Here's the script from this week's Sports @ Large, which airs each Monday at 5:30 Eastern time on WYPR in Baltimore, with a re-air Tuesday morning during Maryland Morning. Please do enjoy!
The calendar says that we’ve officially turned the page from summer to autumn, and no one in the American sports culture should be happier to witness the passing of one season into another than Josh Howard.
Chances are, unless you’re a big fan of Atlantic Coast Conference basketball that you really don’t know Josh Howard, and right about now, that’s not such a bad thing…for Howard. In college, Howard was a first team All-America at Wake Forest. In 2003, he led the Demon Deacons to their first regular season title in 41 years, and Howard became the first player in nearly 30 years to be selected unanimously as Atlantic Coast Conference Player of the Year.
The 6-foot-5 forward was drafted by the Dallas Mavericks and by his second season, had moved into the starting lineup. Howard has become one of the most versatile players in the NBA. Last year, his fifth in the league, Howard posted career highs in scoring and rebounding and seemed on the short track to superstardom, or at least widespread adoration.
Then came this summer, when Howard couldn’t seem to get out of the way of his own two feet. That is, when he wasn’t planting one of them in his mouth. First, Howard had the temerity to decline an invitation to tryout for the United States Olympic team, saying he had other things to do this summer. In hindsight, Howard really should have gone to China.
If he had, Howard might not have been around to get arrested for drag racing and driving 94 miles an hour in a 55 miles an hour zone. That round of allegedly juvenile and potentially fatal behavior followed Howard’s decision to throw himself a birthday party in April. The problem with the timing of the party was that the Mavericks were in the middle of a playoff series, and had just lost the critical fourth game of said series.
Of course, Howard’s timing might have been explained by a comment he made earlier in the series, when he told a radio interviewer that he occasionally smokes marijuana, and that pot consumption among NBA players was, shall we say, high. If you want to tell tales on yourself, go ahead, but Howard had no business throwing his fellow players under the bus, even if there were munchies behind the tires.
Howard’s summer of self-destruction was capped last week, when a video of him slurring the Star Spangled Banner during a charity flag-football game surfaced on You Tube. Apparently unsolicited, Howard turned to a camera during the Allen Iverson sponsored event and proclaimed that he didn’t celebrate the National Anthem because quote I’m black unquote, as well as working in an insult of Barack Obama.
As a black man myself, I’m not sure precisely what to make of Josh Howard’s observations, except this: That anthem that he sneered at is the musical representation of the freedoms this country affords to its citizens. Among them are the rights to make millions of dollars playing a game, to behave boorishly to teammates and the public and to take a swipe at a song that salutes the free and the brave. Josh Howard may be one of those, but he certainly isn’t the other.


▶ Work request:
Scan the listing below for the word "superordinate" and copy every line where it occurs.

▶ Source material:

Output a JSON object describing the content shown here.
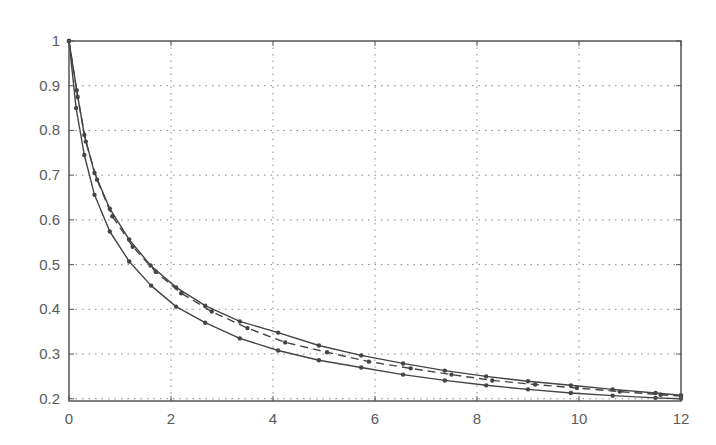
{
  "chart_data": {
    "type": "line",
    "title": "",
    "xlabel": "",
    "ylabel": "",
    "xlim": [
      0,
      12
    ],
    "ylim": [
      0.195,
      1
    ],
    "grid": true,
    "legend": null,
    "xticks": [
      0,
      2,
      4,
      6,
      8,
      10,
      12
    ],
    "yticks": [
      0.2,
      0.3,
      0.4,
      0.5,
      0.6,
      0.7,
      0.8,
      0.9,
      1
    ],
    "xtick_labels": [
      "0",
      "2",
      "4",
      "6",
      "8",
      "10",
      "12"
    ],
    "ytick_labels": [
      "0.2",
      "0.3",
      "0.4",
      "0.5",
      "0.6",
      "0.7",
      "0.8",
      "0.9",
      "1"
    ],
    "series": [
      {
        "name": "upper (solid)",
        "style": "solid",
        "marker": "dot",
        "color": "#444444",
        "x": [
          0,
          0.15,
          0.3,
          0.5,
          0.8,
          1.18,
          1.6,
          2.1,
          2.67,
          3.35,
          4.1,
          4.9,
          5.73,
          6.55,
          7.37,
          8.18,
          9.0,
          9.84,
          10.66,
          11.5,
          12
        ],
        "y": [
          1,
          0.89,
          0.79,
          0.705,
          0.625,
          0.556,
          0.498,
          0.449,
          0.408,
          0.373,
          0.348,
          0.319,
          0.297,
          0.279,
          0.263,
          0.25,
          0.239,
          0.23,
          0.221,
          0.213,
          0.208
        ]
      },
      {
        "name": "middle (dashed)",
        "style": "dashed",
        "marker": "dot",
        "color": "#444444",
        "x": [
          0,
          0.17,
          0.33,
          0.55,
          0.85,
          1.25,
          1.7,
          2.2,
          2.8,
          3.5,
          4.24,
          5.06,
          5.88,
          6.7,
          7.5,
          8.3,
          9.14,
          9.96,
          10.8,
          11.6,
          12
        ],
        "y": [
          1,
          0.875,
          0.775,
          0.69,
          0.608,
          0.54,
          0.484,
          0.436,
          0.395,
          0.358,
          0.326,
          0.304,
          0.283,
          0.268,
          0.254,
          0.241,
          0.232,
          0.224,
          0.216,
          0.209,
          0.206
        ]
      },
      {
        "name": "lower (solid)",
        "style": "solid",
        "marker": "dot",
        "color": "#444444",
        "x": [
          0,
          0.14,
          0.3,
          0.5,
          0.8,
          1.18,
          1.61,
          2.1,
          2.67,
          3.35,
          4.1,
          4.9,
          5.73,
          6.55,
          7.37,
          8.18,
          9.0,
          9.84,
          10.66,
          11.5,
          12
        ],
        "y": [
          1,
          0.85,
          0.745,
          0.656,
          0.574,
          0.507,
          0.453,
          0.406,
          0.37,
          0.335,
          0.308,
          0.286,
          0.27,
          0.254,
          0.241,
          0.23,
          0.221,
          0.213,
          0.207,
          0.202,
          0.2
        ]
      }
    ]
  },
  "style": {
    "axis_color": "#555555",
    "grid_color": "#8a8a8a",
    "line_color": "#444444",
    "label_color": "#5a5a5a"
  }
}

--

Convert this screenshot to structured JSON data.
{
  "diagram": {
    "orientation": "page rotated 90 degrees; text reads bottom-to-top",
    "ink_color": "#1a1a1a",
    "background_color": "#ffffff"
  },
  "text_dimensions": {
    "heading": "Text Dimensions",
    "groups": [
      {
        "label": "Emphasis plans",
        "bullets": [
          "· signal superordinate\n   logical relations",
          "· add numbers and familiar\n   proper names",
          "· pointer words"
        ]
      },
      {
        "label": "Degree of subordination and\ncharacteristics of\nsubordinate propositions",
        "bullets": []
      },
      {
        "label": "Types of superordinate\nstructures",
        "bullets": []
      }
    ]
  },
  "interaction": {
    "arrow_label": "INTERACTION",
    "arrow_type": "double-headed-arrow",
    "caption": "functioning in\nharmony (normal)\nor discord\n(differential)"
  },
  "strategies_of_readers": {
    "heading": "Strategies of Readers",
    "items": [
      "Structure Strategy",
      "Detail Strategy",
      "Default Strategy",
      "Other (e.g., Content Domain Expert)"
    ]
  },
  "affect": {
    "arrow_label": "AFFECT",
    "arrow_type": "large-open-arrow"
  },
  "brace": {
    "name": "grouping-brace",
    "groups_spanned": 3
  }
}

▶ Response:
          "· signal superordinate\n   logical relations",
        "label": "Types of superordinate\nstructures",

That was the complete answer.